Topics for Discussion

1. Only the first three stories in the collection, the ones dealing with childhood, have first-person narrators; the remainder are told in the third-person. Why do you think this might be the case?

2. The manner in which the narrator of “Araby” imagines himself, Mangan’s sister, and the “Araby” bazaar tells us much about his youthful perceptions of his world. How would you describe those perceptions? How does the imaginary picture he paints differ from the world in which he lives?

3. How does Joyce establish the characters of Mr. Doran, Mrs. Mooney, and Polly in “The Boarding House”? Why will Mr. Doran marry Polly? How aware is Polly of her mother’s scheme?

4. Look carefully at Eveline’s thoughts regarding the sailor, Frank, in “Eveline.” Do you think she would have found happiness if she had gone to Buenos Aires with him? What evidence suggests that this might not have been the case?

5. The title of “A Little Cloud” alludes to a Biblical passage, I Kings 18:44: “And it came to pass at the seventh time, that he said, Behold, there ariseth a little cloud out of the sea, like a man’s hand.” The little cloud is the harbinger of a great rain, which the prophet Elijah summons to end a drought. What might be the significance of this allusion in Joyce’s story?

6. In “The Dead,” we get our first close look at Gabriel Conroy during his exchange with Lily, the caretaker’s daughter. What does it reveal about him?

7. Describe the path followed by Gabriel Conroy’s thoughts from the moment he sees Gretta on the stairs listening to Bartell D’Arcy singing “The Lass of Aughrim” to the end of the story. What has he learned by the story’s end?

8. In the closing moments of “The Dead,” Gabriel thinks, “the time had come for him to set out on his journey westward.” Is this a literal journey (such as the one Miss Ivors is planning, to the Aran Isles) or a figurative one, or both? Consider how journeys (and thwarted journeys) figure in other stories in the collection.

9. The term “closure” refers to our sense that a story is finished, that its various threads have been tied up at the end. Which of the stories achieve closure? Which ones do not? Why do you think Joyce left some of the stories open-ended?

10. In retrospect, Joyce felt he had painted an unduly harsh portrait of Dublin in this collection, slighting the city’s more vital and generous side. Was he correct? What evidence is there in the book of the city’s more positive qualities?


Report each line of the material below where the word "Registrations" can be found.

*** Entries shown ***

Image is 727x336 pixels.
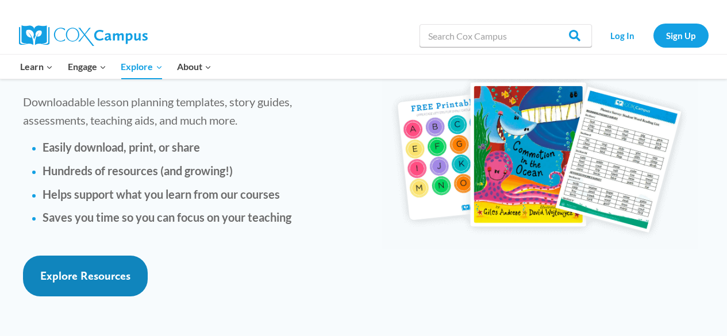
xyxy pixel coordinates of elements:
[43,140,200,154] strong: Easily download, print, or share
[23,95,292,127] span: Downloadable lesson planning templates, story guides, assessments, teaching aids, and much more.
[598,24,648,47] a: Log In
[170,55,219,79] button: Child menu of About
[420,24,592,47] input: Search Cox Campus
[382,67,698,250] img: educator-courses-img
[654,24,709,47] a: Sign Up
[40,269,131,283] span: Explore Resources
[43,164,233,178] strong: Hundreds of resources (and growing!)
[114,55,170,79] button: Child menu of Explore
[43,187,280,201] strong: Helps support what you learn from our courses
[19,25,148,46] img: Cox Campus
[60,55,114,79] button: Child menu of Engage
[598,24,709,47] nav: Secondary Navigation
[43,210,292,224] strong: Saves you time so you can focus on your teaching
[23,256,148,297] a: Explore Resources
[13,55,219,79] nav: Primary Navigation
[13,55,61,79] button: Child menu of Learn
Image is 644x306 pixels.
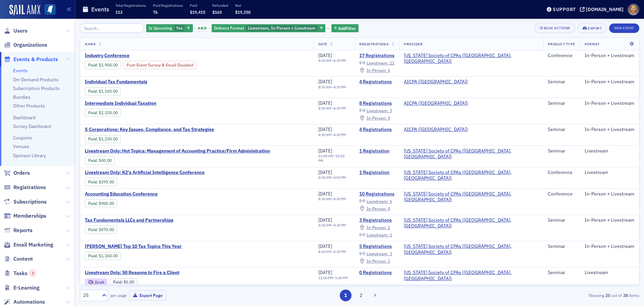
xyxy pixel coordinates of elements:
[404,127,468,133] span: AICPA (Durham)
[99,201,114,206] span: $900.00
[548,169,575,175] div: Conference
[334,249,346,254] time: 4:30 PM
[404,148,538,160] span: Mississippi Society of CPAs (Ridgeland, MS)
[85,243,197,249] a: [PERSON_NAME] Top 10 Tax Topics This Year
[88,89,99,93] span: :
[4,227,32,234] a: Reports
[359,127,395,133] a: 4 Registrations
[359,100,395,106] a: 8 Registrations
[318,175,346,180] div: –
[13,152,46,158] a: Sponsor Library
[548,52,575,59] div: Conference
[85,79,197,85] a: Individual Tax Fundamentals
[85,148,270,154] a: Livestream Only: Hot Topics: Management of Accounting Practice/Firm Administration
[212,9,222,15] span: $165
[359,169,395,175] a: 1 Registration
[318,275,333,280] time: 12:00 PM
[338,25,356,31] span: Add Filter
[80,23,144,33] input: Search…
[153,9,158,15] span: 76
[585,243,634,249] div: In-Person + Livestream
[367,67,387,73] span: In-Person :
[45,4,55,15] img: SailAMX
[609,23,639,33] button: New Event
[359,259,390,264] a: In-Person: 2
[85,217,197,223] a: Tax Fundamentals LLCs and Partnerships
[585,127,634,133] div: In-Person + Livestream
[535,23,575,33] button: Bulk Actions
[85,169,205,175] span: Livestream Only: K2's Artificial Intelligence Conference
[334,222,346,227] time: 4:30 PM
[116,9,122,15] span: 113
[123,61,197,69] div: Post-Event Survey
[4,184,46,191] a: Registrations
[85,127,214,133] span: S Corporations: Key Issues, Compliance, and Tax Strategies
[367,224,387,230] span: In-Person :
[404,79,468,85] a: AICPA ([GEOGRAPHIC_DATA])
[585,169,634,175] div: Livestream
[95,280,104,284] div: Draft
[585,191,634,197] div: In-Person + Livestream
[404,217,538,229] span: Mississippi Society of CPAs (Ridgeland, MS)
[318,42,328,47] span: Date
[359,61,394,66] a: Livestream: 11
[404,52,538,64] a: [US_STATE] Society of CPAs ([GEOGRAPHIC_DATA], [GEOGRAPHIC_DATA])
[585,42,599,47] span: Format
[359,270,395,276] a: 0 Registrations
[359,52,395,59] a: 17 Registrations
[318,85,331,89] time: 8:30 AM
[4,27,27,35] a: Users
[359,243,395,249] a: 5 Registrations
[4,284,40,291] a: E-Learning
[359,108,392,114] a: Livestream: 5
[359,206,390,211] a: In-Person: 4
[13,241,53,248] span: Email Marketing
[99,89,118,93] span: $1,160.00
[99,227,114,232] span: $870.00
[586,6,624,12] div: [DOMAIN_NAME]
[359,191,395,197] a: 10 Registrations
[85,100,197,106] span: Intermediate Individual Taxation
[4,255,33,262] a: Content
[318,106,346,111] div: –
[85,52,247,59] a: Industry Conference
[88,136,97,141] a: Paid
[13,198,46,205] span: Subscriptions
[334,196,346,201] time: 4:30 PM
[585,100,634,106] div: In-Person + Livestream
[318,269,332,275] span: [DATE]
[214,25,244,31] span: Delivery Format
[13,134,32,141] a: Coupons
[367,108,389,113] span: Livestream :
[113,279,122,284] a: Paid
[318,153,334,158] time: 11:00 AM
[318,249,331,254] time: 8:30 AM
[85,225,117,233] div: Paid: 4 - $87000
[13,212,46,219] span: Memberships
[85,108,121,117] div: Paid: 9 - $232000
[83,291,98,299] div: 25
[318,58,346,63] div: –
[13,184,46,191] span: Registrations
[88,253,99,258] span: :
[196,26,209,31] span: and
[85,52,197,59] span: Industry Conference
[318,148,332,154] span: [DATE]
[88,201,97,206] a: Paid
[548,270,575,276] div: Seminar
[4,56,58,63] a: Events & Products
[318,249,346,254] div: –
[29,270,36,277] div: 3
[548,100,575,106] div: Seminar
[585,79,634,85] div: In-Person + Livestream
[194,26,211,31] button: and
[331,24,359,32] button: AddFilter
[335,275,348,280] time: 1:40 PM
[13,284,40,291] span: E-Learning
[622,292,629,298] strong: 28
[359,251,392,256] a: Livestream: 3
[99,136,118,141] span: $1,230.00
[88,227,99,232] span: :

*** End of Entries shown ***
*** Entries shown ***

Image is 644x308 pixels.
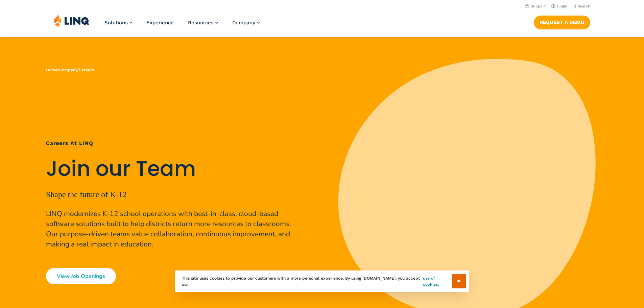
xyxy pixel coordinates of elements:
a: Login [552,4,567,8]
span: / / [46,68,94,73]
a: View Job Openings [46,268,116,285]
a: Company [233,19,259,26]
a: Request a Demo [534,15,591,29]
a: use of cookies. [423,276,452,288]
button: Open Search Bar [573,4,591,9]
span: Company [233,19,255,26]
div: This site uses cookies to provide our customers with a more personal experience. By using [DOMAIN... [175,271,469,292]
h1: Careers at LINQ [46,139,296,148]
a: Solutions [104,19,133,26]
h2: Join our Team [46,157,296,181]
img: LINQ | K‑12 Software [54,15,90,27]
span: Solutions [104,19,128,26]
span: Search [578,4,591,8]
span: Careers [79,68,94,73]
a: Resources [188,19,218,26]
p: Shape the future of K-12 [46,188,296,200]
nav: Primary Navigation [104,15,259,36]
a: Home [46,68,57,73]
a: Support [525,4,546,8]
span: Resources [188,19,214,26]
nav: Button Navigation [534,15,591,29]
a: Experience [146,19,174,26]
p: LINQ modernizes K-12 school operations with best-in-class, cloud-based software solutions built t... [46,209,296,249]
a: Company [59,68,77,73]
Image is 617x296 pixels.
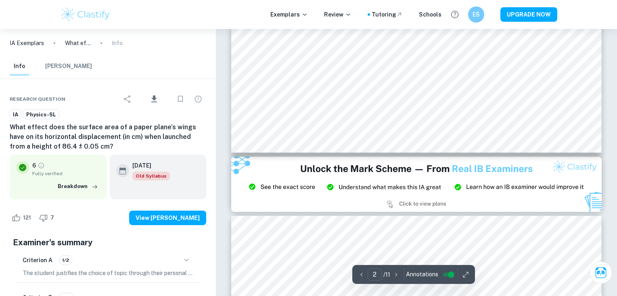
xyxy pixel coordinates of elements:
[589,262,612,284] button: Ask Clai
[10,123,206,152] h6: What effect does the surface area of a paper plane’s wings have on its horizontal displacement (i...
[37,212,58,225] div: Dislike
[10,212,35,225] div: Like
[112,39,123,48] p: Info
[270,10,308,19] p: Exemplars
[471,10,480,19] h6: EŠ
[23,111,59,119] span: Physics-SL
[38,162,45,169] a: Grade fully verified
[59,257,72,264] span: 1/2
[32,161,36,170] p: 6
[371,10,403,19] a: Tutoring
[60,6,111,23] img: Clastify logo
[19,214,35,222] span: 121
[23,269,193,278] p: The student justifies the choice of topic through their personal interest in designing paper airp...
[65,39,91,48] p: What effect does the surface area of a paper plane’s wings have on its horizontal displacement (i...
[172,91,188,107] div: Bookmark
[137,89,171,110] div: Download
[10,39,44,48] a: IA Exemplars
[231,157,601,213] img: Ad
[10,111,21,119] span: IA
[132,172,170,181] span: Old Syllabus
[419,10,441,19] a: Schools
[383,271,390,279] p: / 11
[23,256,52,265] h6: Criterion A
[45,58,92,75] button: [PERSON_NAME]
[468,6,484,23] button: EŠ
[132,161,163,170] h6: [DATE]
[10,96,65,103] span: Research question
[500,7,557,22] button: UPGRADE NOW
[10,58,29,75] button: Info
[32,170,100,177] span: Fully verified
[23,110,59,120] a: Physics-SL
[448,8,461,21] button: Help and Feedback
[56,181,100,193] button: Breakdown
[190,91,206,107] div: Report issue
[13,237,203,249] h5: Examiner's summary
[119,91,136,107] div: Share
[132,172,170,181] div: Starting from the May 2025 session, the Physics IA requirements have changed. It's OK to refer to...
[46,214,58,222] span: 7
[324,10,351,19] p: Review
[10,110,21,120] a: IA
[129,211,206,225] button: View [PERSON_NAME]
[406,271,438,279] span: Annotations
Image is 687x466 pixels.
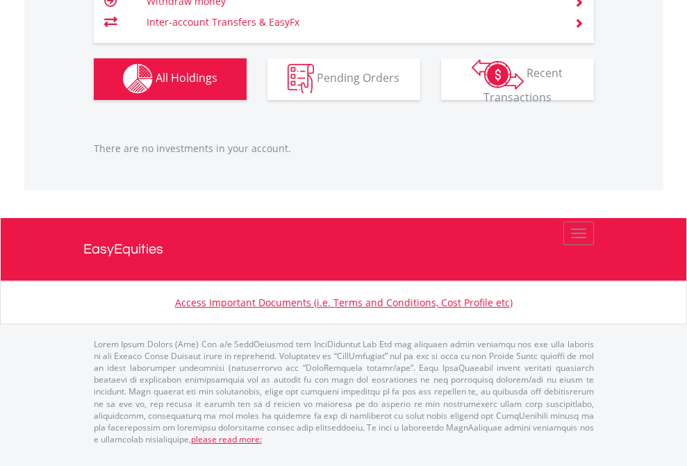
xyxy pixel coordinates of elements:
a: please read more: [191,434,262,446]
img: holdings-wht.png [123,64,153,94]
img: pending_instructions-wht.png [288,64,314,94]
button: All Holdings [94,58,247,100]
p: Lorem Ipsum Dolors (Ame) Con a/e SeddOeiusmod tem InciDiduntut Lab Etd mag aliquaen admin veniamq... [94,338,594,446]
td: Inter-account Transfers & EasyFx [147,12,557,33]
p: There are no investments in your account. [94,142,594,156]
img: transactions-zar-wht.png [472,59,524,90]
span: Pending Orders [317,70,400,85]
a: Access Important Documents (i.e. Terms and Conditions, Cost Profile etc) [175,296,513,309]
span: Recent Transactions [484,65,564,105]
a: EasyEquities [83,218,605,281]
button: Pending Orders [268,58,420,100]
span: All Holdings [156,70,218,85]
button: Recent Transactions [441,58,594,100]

*** End of Entries shown ***
*** Entries shown ***

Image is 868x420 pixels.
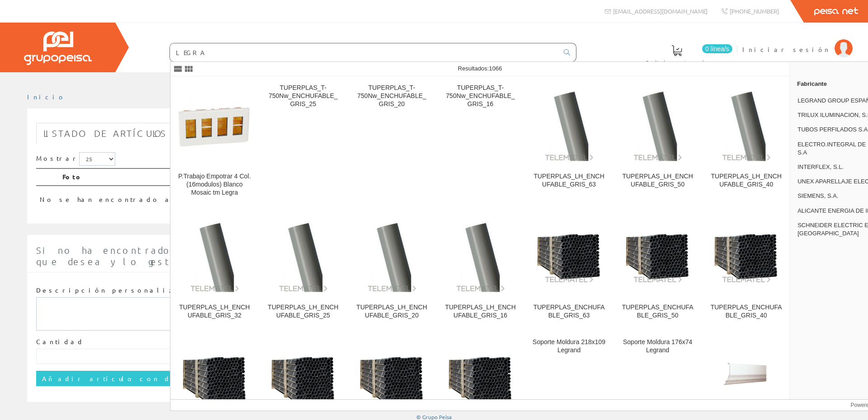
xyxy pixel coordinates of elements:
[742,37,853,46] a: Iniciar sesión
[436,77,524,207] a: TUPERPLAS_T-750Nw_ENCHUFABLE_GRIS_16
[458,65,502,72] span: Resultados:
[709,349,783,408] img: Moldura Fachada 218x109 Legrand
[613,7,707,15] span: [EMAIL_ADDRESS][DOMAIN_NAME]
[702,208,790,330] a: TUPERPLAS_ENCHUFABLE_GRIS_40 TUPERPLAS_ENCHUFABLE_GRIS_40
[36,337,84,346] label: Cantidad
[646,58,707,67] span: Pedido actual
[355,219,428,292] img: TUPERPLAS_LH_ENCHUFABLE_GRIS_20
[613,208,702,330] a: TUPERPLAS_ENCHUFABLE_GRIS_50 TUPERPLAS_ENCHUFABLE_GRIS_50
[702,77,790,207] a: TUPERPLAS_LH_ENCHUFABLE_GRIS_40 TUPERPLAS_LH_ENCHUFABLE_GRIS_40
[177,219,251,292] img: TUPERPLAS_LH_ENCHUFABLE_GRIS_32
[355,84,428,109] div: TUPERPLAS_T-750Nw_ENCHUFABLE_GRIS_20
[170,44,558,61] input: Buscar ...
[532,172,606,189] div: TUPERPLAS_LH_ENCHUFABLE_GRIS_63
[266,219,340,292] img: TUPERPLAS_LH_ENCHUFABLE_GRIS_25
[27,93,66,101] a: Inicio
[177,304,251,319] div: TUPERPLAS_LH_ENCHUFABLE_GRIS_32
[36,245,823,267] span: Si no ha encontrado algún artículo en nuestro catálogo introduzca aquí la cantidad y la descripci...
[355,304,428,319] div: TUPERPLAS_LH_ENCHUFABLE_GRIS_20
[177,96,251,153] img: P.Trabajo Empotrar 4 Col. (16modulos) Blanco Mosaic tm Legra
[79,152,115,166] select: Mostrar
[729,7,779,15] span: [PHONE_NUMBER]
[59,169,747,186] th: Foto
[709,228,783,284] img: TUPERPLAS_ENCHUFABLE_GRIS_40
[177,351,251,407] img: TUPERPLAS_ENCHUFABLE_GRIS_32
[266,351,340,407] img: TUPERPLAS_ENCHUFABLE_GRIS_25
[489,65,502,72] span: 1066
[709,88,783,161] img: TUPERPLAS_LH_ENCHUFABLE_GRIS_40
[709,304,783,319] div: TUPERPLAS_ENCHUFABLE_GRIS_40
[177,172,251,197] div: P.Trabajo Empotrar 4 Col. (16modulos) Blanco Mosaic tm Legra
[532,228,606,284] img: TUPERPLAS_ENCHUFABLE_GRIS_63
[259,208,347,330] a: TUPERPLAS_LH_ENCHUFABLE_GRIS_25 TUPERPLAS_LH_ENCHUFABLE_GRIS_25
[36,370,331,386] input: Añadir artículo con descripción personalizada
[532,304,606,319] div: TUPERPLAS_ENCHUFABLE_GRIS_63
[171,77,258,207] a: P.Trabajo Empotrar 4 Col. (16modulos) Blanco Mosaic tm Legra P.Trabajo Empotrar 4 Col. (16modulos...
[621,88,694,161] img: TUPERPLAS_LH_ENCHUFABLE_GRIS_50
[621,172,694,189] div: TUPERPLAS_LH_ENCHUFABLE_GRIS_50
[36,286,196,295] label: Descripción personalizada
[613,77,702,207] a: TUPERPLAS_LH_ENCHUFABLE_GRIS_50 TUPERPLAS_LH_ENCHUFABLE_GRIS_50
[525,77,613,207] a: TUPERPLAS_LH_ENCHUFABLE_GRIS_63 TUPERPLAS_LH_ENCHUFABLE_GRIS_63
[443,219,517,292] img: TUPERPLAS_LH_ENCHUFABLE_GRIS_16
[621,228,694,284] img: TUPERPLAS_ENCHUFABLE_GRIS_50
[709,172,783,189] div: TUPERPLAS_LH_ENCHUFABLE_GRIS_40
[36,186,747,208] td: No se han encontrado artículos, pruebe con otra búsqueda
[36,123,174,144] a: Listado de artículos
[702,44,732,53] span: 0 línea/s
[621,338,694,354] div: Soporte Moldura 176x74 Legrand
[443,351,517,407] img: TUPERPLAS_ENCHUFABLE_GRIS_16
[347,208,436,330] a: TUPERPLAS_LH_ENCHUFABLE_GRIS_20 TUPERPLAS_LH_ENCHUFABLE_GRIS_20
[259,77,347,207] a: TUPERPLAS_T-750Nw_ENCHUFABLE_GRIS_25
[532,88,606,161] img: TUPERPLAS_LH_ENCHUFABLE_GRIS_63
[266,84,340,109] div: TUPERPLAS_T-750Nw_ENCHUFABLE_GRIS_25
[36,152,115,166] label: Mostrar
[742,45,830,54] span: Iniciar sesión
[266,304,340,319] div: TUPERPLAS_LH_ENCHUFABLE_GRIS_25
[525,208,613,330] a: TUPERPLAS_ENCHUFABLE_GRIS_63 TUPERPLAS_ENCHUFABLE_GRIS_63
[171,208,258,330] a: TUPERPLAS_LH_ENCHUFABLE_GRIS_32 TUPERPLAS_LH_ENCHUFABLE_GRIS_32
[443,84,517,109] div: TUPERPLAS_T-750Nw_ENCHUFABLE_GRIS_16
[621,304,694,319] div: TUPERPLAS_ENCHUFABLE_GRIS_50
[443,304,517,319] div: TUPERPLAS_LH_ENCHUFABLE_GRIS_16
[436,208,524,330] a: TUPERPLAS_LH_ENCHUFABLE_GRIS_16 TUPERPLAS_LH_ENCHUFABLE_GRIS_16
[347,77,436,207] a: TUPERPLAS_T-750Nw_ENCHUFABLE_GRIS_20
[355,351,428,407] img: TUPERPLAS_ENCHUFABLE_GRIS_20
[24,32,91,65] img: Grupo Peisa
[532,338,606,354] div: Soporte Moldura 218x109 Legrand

*** End of Entries shown ***

◆ Result below ◆
[359,127,395,133] a: 4 Registrations
[359,100,395,106] a: 8 Registrations
[4,184,46,191] a: Registrations
[359,270,395,276] a: 0 Registrations
[359,52,395,59] a: 17 Registrations
[359,243,395,249] a: 5 Registrations
[359,191,395,197] a: 10 Registrations
[13,184,46,191] span: Registrations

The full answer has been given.